A few months earlier, in Caracas, he argued that capitalism's destruction of the environment gives particular urgency to the fight against barbarism today: "I believe it is time that we take up with courage and clarity a political, social, collective and ideological offensive across the world — a real offensive that permits us to move progressively, over the next years ... leaving behind the perverse, destructive, destroyer, capitalist model and go forward in constructing the socialist model to avoid barbarism and beyond that the annihilation of life on this planet."

Chavez insisted: "I don't think we have much time. Fidel Castro said in one of his speeches I read not so long ago, 'tomorrow could be too late, let's do now what we need to do'.

"I don't believe that this is an exaggeration. The environment is suffering damage that could be irreversible ... with terrible social occurrences that will shake life on this planet."

The Venezuelan revolution has been praised for raising the banner of 21st century socialism, but Chavez has also raised a warning flag, that the alternative is 21st century barbarism.

The Intergovernmental Panel on Climate Change (IPCC) has been studying climate change for two decades. According to a May 15 article in the British Guardian, the IPCC vice-chair, Professor Mohan Munasinghe, gave a lecture at Cambridge University that described "a dystopic possible future world in which social problems are made much worse by the environmental consequences of rising greenhouse gas emissions".
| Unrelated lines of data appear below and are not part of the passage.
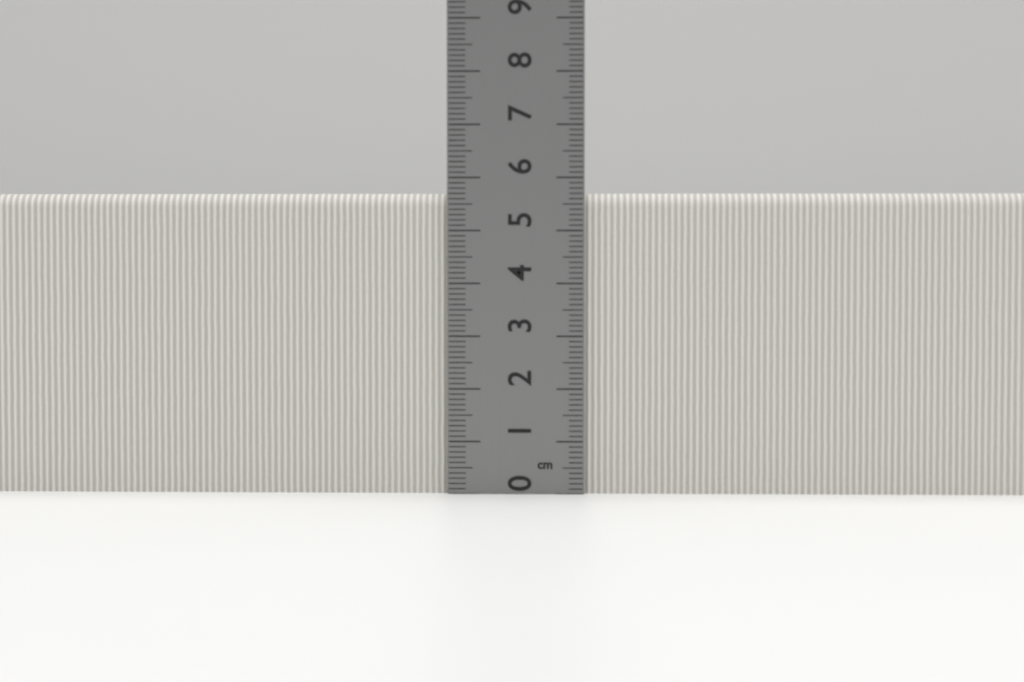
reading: 5.7 cm
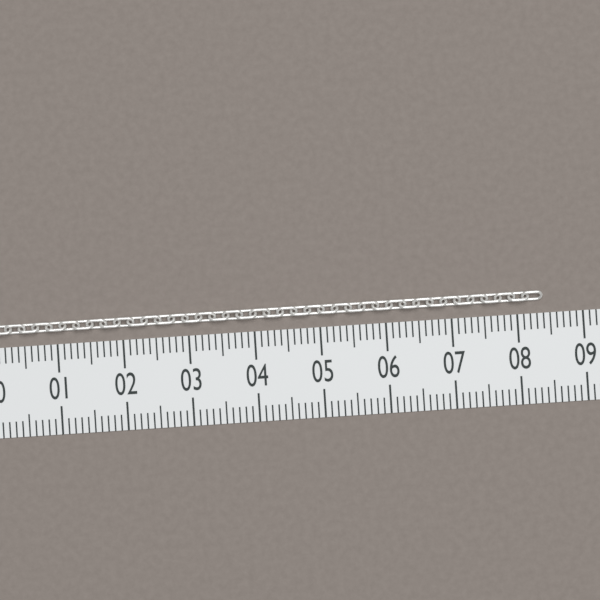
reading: 8.4 (no unit)
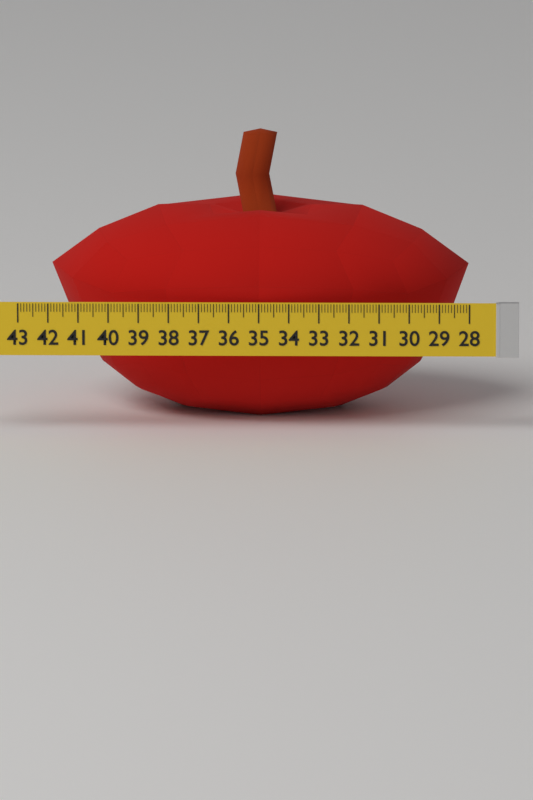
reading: 42.0 (no unit)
"Barbarization", Munasinghe said, is already underway. We face "a situation where the rich live in enclaves, protected, and the poor live outside in unsustainable conditions."

Barbarous reality

The idea of 21st century barbarism may seem far-fetched. Even with food and fuel inflation, growing unemployment and housing crises, many working people in the advanced capitalist countries still enjoy a considerable degree of comfort and security.

But outside the protected enclaves of the global north, the reality of "barbarisation" is all too evident. Two-and-a-half billion people survive on less than two dollars a day.
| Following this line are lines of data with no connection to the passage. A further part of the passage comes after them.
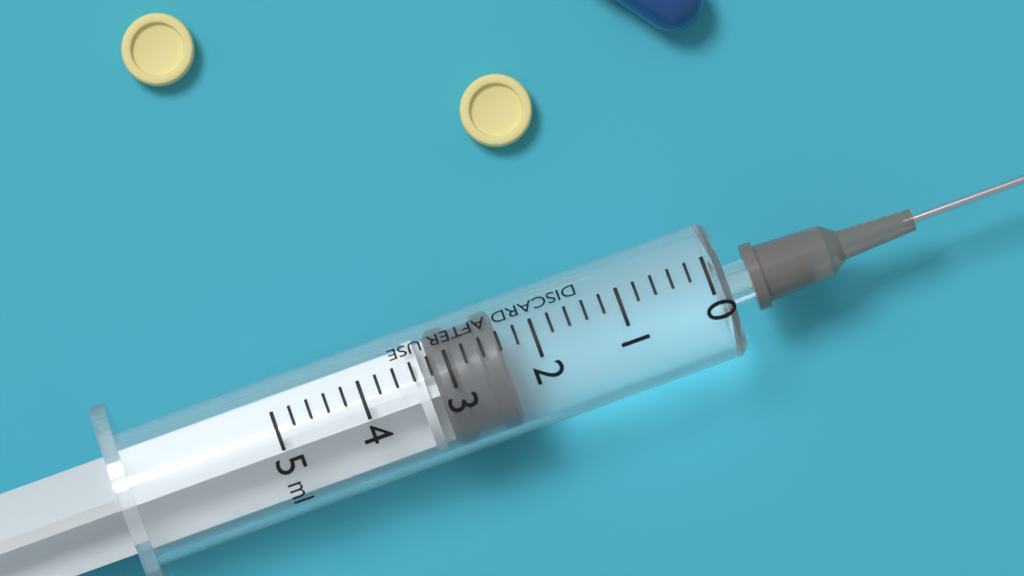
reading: 2.4 ml
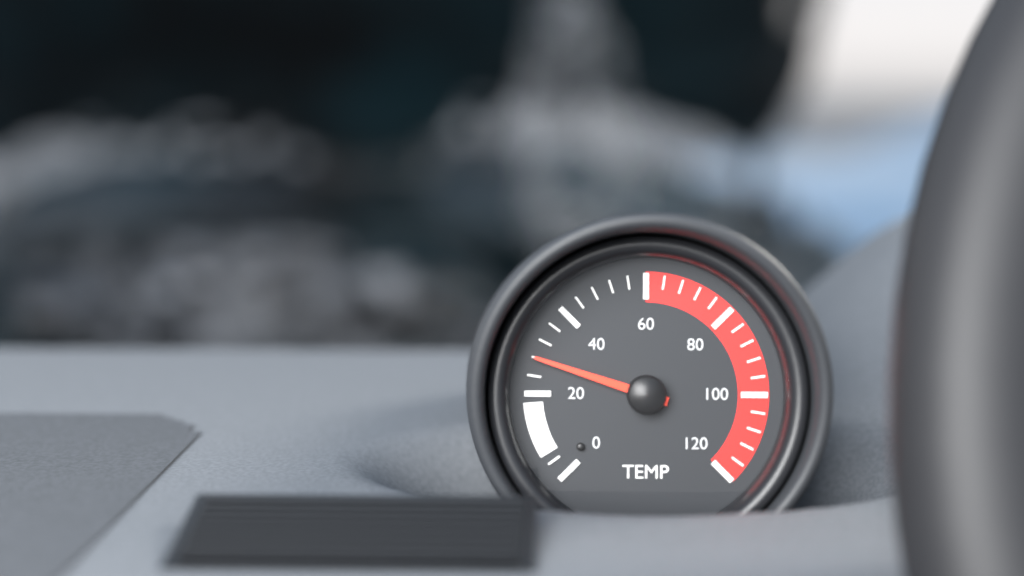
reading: 28 (no unit)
More than 850 million people are chronically undernourished and three times that many frequently go hungry. Every hour of every day, 180 children die of hunger and 1200 die of preventable diseases.
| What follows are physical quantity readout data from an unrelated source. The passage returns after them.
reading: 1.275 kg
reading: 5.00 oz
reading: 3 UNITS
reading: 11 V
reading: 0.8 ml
More than 500,000 women die every year from complications of pregnancy and childbirth — 99% of them are in the global South.

More than a billion people live in vast urban slums, without sanitation, sufficient living space, or durable housing. Access to safe water does not exist for 1.3 billion people and millions die of water-related diseases every year.

The United Nations Human Development Report 2007-08 warns that unmitigated climate change will lock the world's poorest countries in a downward spiral, making each of these problems worse.

In UNDP Administrator Kemal Dervi's words: "Ultimately, climate change is a threat to humanity as a whole. But it is the poor, a constituency with no responsibility for the ecological debt we are running up, who face the immediate and most severe human costs."

In the UN report, former South African archbishop Desmond Tutu echoes Munasinghe's prediction of protected enclaves for the rich within a world of ecological destruction: "While the citizens of the rich world are protected from harm, the poor, the vulnerable and the hungry are exposed to the harsh reality of climate change in their everyday lives ... We are drifting into a world of 'adaptation apartheid'."

As capitalism continues with business as usual, climate change is fast expanding the gap between rich and poor between and within nations — imposing unparalleled suffering on those least able to protect themselves. That is the reality of 21st century barbarism.

No society that permits that to happen can be called civilised. No social order that causes it to happen deserves to survive.